Sausage and meatballs made from raccoon meat – what sounds bizarre has now brought a game butcher to local fame. How do you come up with such an idea?
An unusual picture in Michael Reiß’s slaughter room: a killed raccoon hanging on a meat hook. It’s slaughter day for a number of the small predators in the poacher’s hut in Kade. In the end, raccoon meatballs and raccoon sausages end up in Reiss’s cooling room.
The 45-year-old has not been a game butcher for long. In summer 2022 he received EU approval for game processing. Within a year, he had become a local celebrity with his raccoon sausages. Customers now even come to him in Jerichower Land in Saxony-Anhalt from Berlin and Leipzig. But how did he come up with this unusual idea?
After founding his company, the district became aware of him and invited him to the Green Week agricultural fair in Berlin as a representative of the district. “It rattled inside me. “Do you want to go there now with a deer salami that every district has?” says Reiß. “It had to be something special.” One evening the idea came to him: “We catch a lot of raccoons and then we just throw them away. So I called the veterinary office: “Man, can I process raccoons too?”
Raccoon cutlets? “Are you serious?”
The authorities explained to Reiß that the animals had to be examined for parasites, then he could get started. A “ball” is best suited as an “appetizer” for Green Week. So Reiß ended up with the raccoon meatball.
At the Green Week at the beginning of 2023, the visitors were initially amazed. “Are you kidding us?” and “Are you serious?” were the first reactions of many. “Many people decided to take the plunge,” says Reiß. The feedback was mostly positive.
After Green Week, he added the balls to his range, says Reiß. He also created a bratwurst made from raccoon meat for his food truck. The “raccoon breakfast meat” is now also available canned in jars for shipping. Mass production is not his goal, says Reiss. He wants to encourage one or the other to “set up their own trap and get this invasive species under control.”
Raccoons cause a lot of damage
According to hunters, the animals cause enormous damage to nature. They cleared out nesting boxes, destroyed tree hollows and ground nests and even ate aquatic creatures such as young pond turtles, said a spokesman for the Brandenburg State Hunting Association. “Raccoons can really do everything – except fly – and always seem to have a screwdriver with them to open nest boxes.”
According to the association, around 30,000 raccoons were shot in Brandenburg alone in the 2022/23 hunting year, almost ten percent more than in the previous hunting year. But that is far from enough, explained the association spokesman. The inventory is expanding “dramatically” in some cases.
Some conservationists are of the opinion that the raccoon is now part of the local wildlife and therefore has the right to a peaceful existence, according to the German Nature Conservation Association. In most cases it is not possible to reduce populations through hunting or trapping anyway.
Costs for meat inspection are high
Why do so few other butchers work with raccoon meat? “From a commercial perspective, this is probably a deterrent for some people,” says Reiß. The trichina test costs almost 14 euros per raccoon, plus the costs for the meat inspection and the 10 euros that he pays each hunter per animal killed. “That’s more than 25 euros in fixed costs without taking working time into account.” In contrast, there are only 1.5 to 2.5 kilograms of meat that he can get from the animal. “The profit margin is not the greatest,” explains Reiß. Still, it’s worth it for him. “Customers come to the farm shop and take four raccoon meatballs and another deer salami.”
“We don’t believe that a trend is developing here,” says the butchers’ guild in Berlin. Managing director Martin Stock says he knows raccoon processing primarily from the USA. “But I wasn’t impressed with either the taste or the consistency.”
Raccoon meat is very soft, explains Reiss. A salami made from raccoon meat therefore does not become solid, and the animal’s fat is quite oily. “It’s more like a spreadable sausage.” According to his own statements, he adds around 30 percent pork fat to his meatballs for a better consistency.
Reiß received praise for his idea from the Ministry of the Environment in Brandenburg. “It always makes sense to process or utilize animals that are hunted (…) into food or fur products,” said a ministry spokesman when asked. However, there is still no funding for the shooting of animals.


Task prompt
Set down the entries exactly as they appear, apart from the images, which stay out.

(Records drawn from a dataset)
#####
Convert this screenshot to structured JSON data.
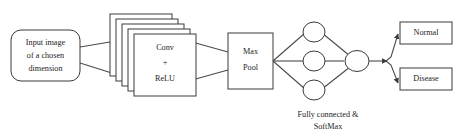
{
  "diagram": {
    "type": "flow-diagram",
    "background_color": "#ffffff",
    "stroke_color": "#3a3a3a",
    "text_color": "#1d1d1d",
    "nodes": {
      "input": {
        "shape": "rounded-rectangle",
        "line1": "Input image",
        "line2": "of a chosen",
        "line3": "dimension"
      },
      "conv": {
        "shape": "stacked-rectangle",
        "stack_count": 5,
        "line1": "Conv",
        "line2": "+",
        "line3": "ReLU"
      },
      "maxpool": {
        "shape": "rectangle",
        "line1": "Max",
        "line2": "Pool"
      },
      "fc": {
        "shape": "circles",
        "hidden_count": 3,
        "output_count": 1,
        "caption_line1": "Fully connected &",
        "caption_line2": "SoftMax"
      },
      "normal": {
        "shape": "rectangle",
        "label": "Normal"
      },
      "disease": {
        "shape": "rectangle",
        "label": "Disease"
      }
    }
  }
}
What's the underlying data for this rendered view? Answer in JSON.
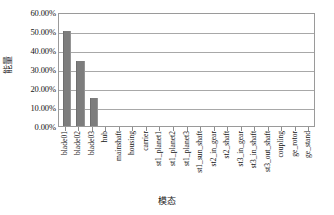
#####
Answer to the problem
Convert this screenshot to structured JSON data.
{
  "diagram": {
    "type": "flow-diagram",
    "background_color": "#ffffff",
    "stroke_color": "#3a3a3a",
    "text_color": "#1d1d1d",
    "nodes": {
      "input": {
        "shape": "rounded-rectangle",
        "line1": "Input image",
        "line2": "of a chosen",
        "line3": "dimension"
      },
      "conv": {
        "shape": "stacked-rectangle",
        "stack_count": 5,
        "line1": "Conv",
        "line2": "+",
        "line3": "ReLU"
      },
      "maxpool": {
        "shape": "rectangle",
        "line1": "Max",
        "line2": "Pool"
      },
      "fc": {
        "shape": "circles",
        "hidden_count": 3,
        "output_count": 1,
        "caption_line1": "Fully connected &",
        "caption_line2": "SoftMax"
      },
      "normal": {
        "shape": "rectangle",
        "label": "Normal"
      },
      "disease": {
        "shape": "rectangle",
        "label": "Disease"
      }
    }
  }
}
What's the underlying data for this rendered view? Answer in JSON.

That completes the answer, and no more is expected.